The Big Dog Backyard Last Man Standing Endurance Race
Bell Buckle, TN

 

Mike Baker,

 

On 10/20 I ran the Big Dog Backyard Last Man Standing Endurance Race where the goal was to be the last person to DNF on a 4 mile loop. I DNF’d on my 9th loop with a total of 33 qualified miles plus 4 miles for the loop I DNF’d on.)

I heard a story about a soldier in World War I who was buried under debris so that only his hand stuck out. Other soldiers marching or walking by would shake his hand, one might imagine, as a morbid play with Mrs. Death herself. And it is when I am asked to explain the long distance runner’s mind that I tell this story.

The Big Dog started us out for a ¼ mile out and back on the road. Laz, the Race Director, said it was to winnow the pack or cull the herd. I was so far back on my ninth lap, coming back over the hill, I pantomimed cutting my own throat and blowing out my own brains, to a cheering crowd of already DNF’d runners.

It seems they had all bet against my going out again. It wasn’t a slight against me. It is just when you’re laid so bare by fatigue, there is no room for lying even if you are so inclined as to make the effort to lie. I would have taken the bet. I would have bet more against myself.

I say that but it’s also where the screw turns. It is one thing to say your Daddy is a drunk but it is an altogether different thing, a haymaker thrown into the side of someone’s head kind of thing when someone else calls him a drunk.

And it is here that I invoke the dead soldier’s hand. I had to go back out. I knew I wouldn’t finish in time. I knew it would be a miserable pitiful effort. That is the point. Nothing mattered up until that lap. Each of the successful laps was just that, four miles a running, nothing more and nothing less.
We wish to be the lean straining warrior, arms and face raised to God breaking through the tape as crowds cheer but we are mostly fore-defeated and fighting to hang on for just one more moment after another, shaking the Devil the loose from our heels.

The Big Dog trail consisted of a series of 50 foot limestone rises and stump laden drops, a few ¼ mile hills, one or two bogs and a few rocky flats which, by the time I found them on lap nine, they were barely safe for me to shuffle across.
I remember hitting the halfway point on that last lap thinking, “I just have 2 miles to go. If I can just dig in, I could fight through two 10 minute miles and finish under the clock before Laz rings that damnable cowbell and the whole thing starts over again.”

And then full stopping against a tree to catch my breath, knowing how impossible it all was, I started looking at the weird green orb-like nameless fruit that Laz said probably taste real good but you’d be too dead to notice.
You shake the dead man’s hand because you know you’re headed toward the same empty finish, the great forgetting. You shake his hand and go on, bounding down a craggy switch back trail and hopefully you are singing some hoarse boorish song to entertain the trees, birds and worms.

I have ciphered this long and hard. There is that moment when you find yourself in the piney wood and all is still. You do not trust the trail blazes to lead you forward and you do not hear the other runners behind you.

A quick sharp winter breeze blows through and draws out of your chest with the breath you saved in stopping. Look down at the trail and see the spot the Devil dug his thumb into the dirt to cut this trail and know that he meant for you to run through fire.

This is the moment you are at your best. This is the moment God intended you to have. There are two more miles to go before you find the road again and you can say that you are finished. This is where you shake the hand, start to move again and go to work Dead-Man, go to work.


» PROBLEM TO WORK ON
Leaving out all pictures, return exactly the lines from the one that contains "Screen resolution is" through the end of the data below.

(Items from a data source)
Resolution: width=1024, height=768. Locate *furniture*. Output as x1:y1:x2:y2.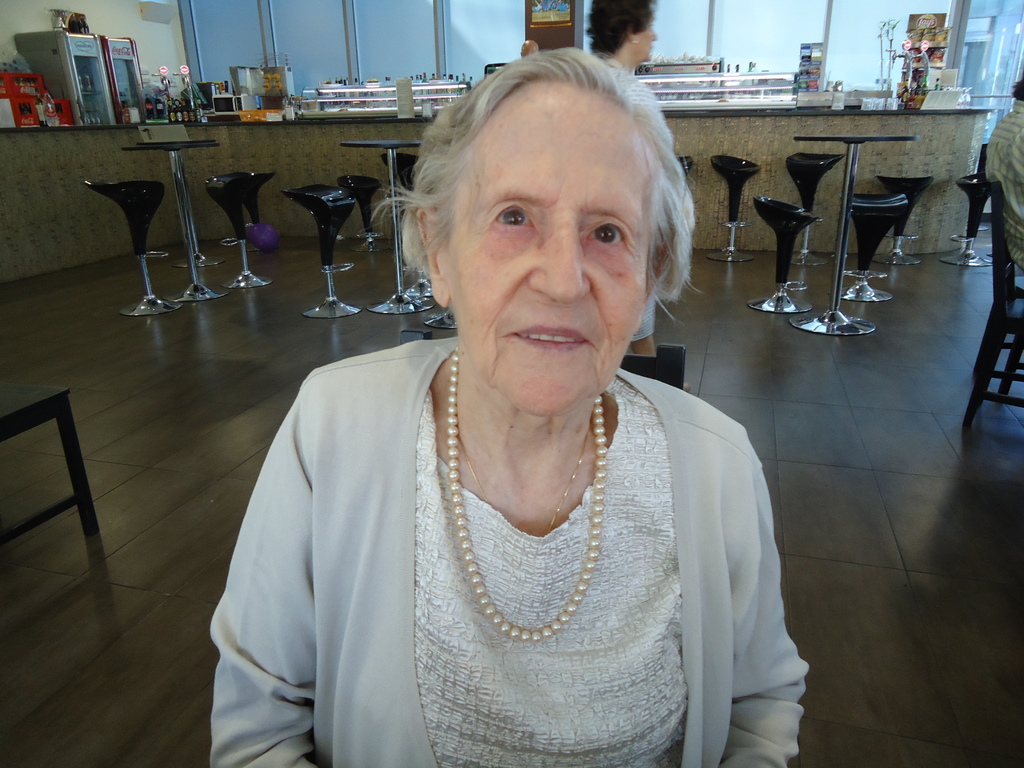
675:155:693:177.
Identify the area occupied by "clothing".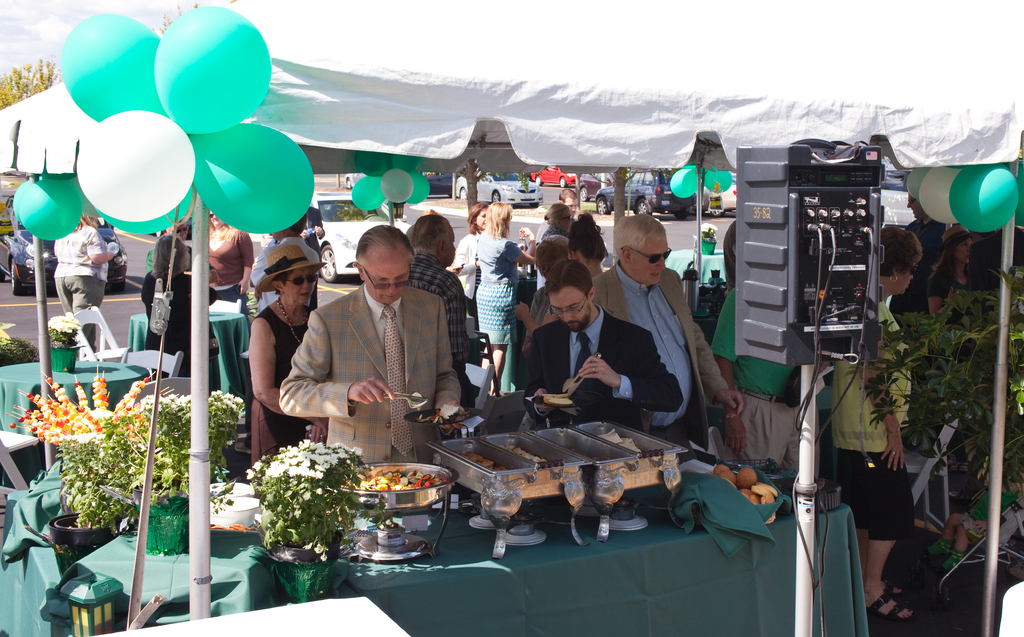
Area: x1=150, y1=222, x2=189, y2=352.
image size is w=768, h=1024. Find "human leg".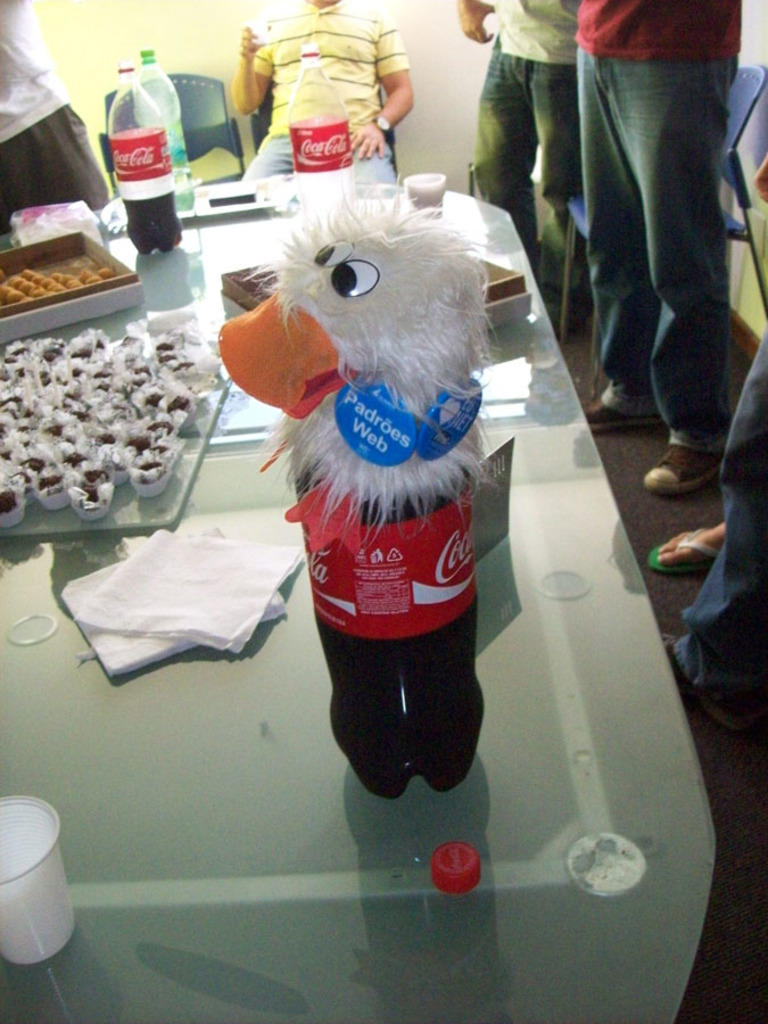
pyautogui.locateOnScreen(481, 32, 538, 269).
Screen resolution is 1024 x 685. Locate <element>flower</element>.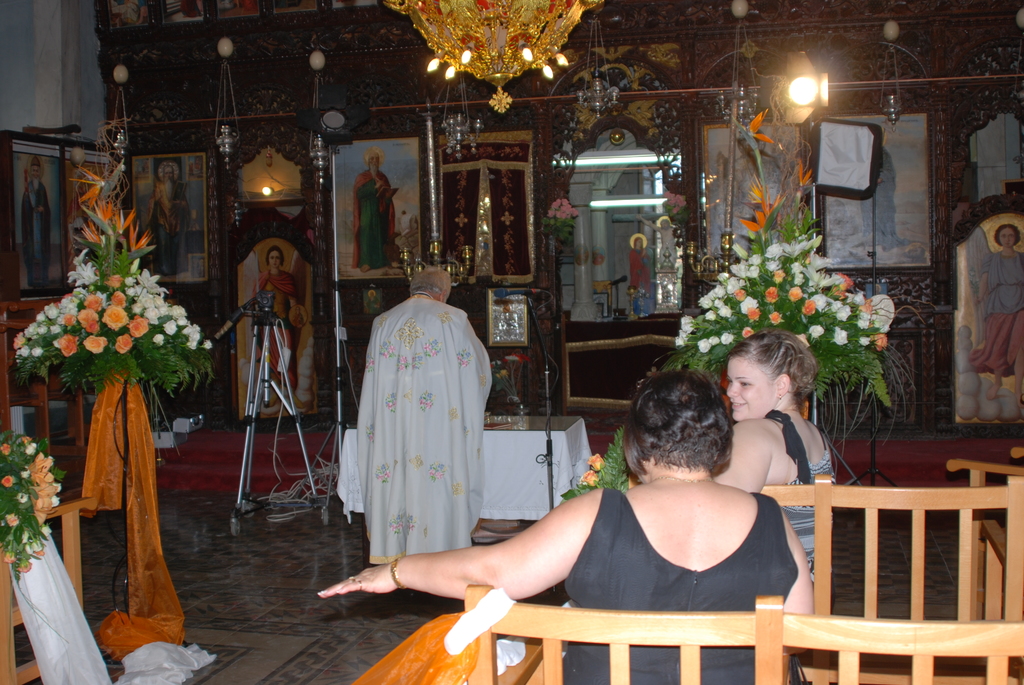
rect(585, 450, 602, 471).
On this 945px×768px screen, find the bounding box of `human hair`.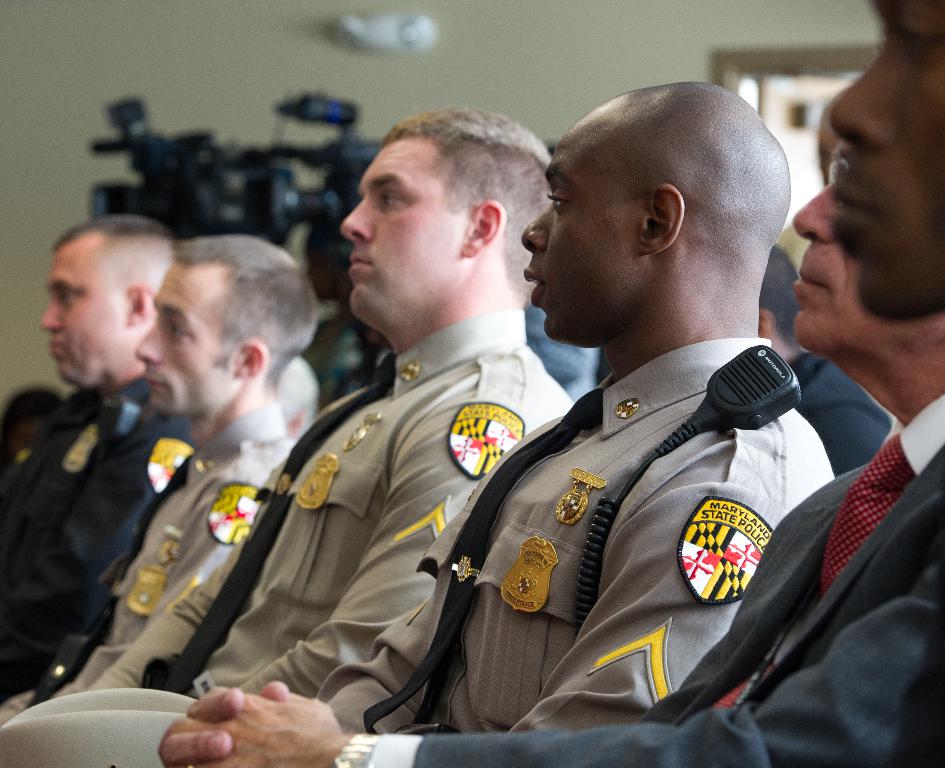
Bounding box: {"x1": 170, "y1": 233, "x2": 320, "y2": 394}.
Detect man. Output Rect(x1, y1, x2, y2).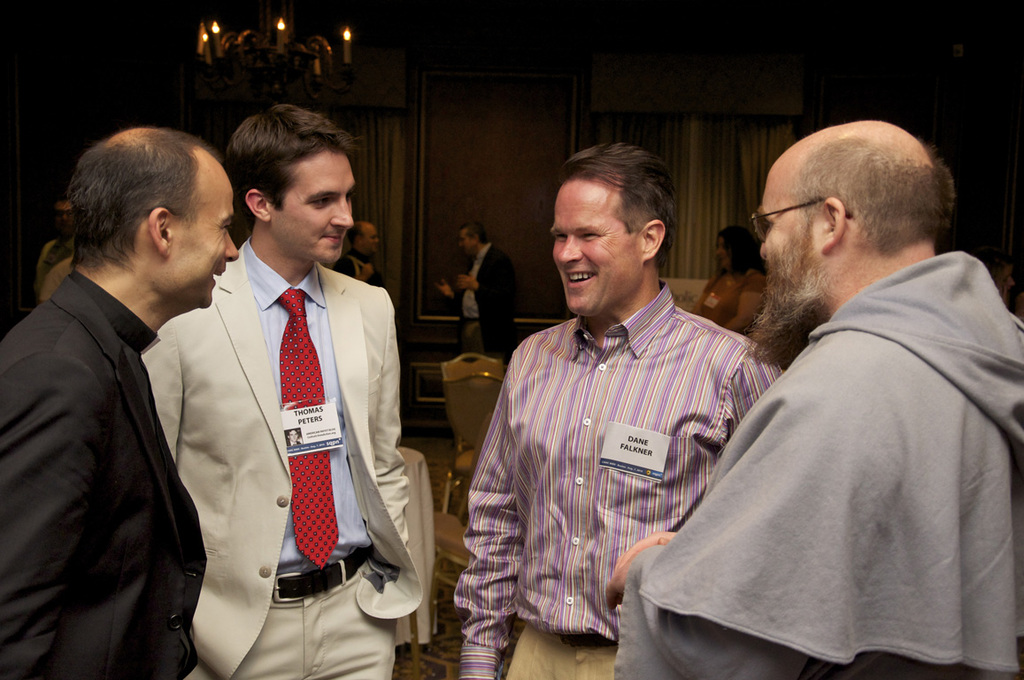
Rect(12, 98, 248, 674).
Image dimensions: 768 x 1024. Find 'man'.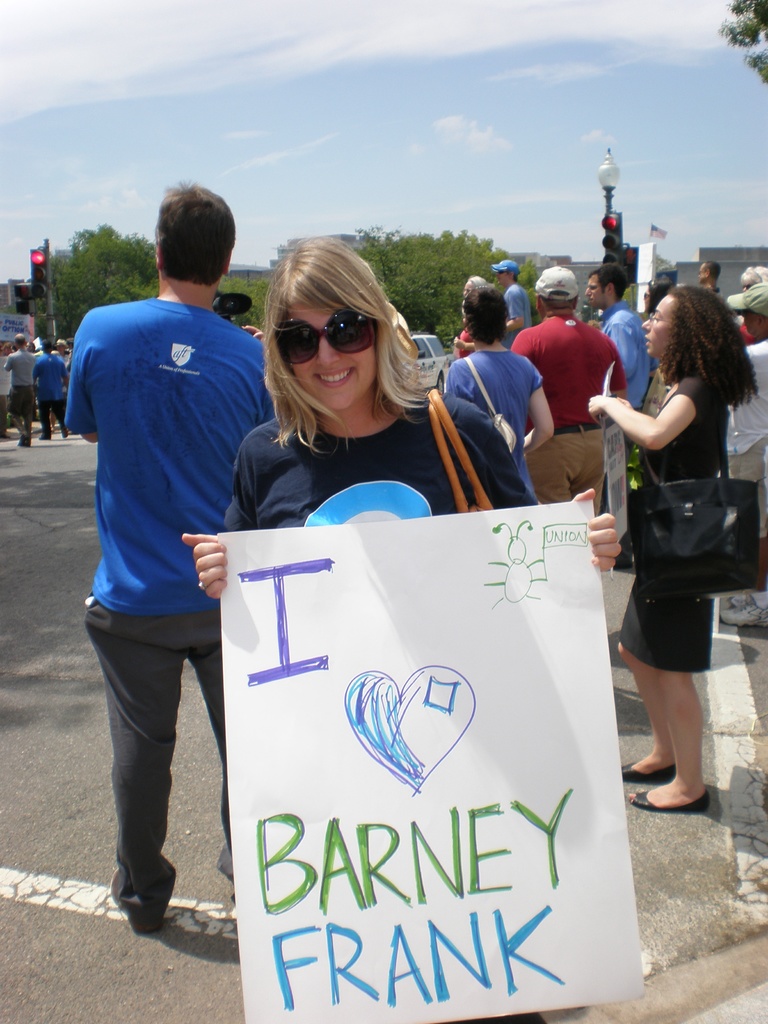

» RESPONSE TO THE TASK
Screen resolution is 1024 x 685. Locate <element>flower</element>.
rect(585, 450, 602, 471).
On this 945px×768px screen, find the bounding box of `human hair`.
Bounding box: {"x1": 170, "y1": 233, "x2": 320, "y2": 394}.
Detect man. Output Rect(x1, y1, x2, y2).
Rect(12, 98, 248, 674).
Image dimensions: 768 x 1024. Find 'man'.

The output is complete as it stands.